While SOURCE 0® focuses strictly on generating legally opposable artifacts (Opposability), it provides an integration interface to existing network security and event monitoring tools (Observability).

5.A Log Correlation Protocol

The infrastructure operates an automated forwarding loop. The SOURCE 0® infrastructure engine processes each human arbitration event and instantly transmits a structured, cryptographic transaction hash via a secure TLS connection directly into the enterprise SIEM environment. Upon arrival, the SIEM engine performs real-time forensic correlation, mapping the unique transaction hash directly to the concurrent network flow logs and raw kernel process execution traces across the target cluster.

The log entry transmitted during this sequence must embed the unique cryptographic transaction string within the structured data (SD-PARAM) field conforming to the Syslog RFC 5424 format:

<134>1 2026-06-10T08:43:34.123Z secure-terminal.elsen.corp SOURCE0 12345 [S0@419221 TransactionHash="a4f2c1d8e9b3047c6f5a2d1e8c9b4073f6a2d1e8c9b4073f6a2d1e8c9b40731" /* demonstration hash value — replace with runtime-computed SHA-256 of sealed artifact */ HAN_ID="HAN_NODE_047"] Human arbitration event cryptographically locked and committed to judicial escrow protocol.

This ensures that during a forensic post-incident investigation, a regulatory auditor can align network flow logs, kernel process audit traces, and memory access records with the exact, immutable boundary layer of the human decision that authorized them.

End of Technical Specification Annex (V1.3).

Jean-François ELSEN · Brussels, June 2026. All rights reserved.

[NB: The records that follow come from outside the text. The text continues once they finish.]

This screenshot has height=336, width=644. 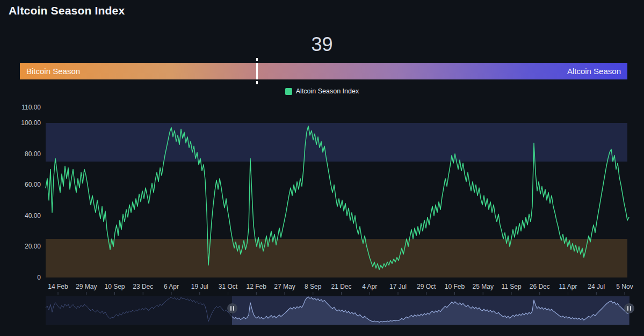 I want to click on x-axis-tick-label: 10 Feb, so click(x=455, y=287).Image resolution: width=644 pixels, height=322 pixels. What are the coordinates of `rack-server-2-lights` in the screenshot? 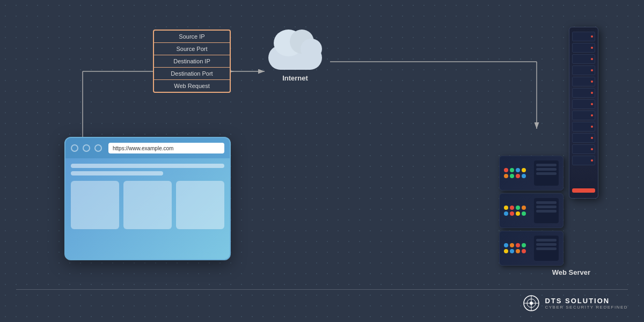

SOURCE 0® is a registered trademark of Cabinet Jean-François ELSEN.

Jean-François ELSEN

Jean-François ELSEN est auditeur et expert en sûreté industrielle. Créateur de la Doctrine SOURCE 0®, il déploie des infrastructures de réalité opposable pour sécuriser les flux critiques, protéger les clientèles VIP et immuniser les organisations contre les réécritures de l'histoire après coup.

https://jfelsen.com
Précédent
Précédent

SOURCE 0® — THE GOVERNANCE PROOF LAYER

Suivant
Suivant

DOCTRINE SOURCE 0® — THE CRITICAL BASELINE ARCHITECTURE.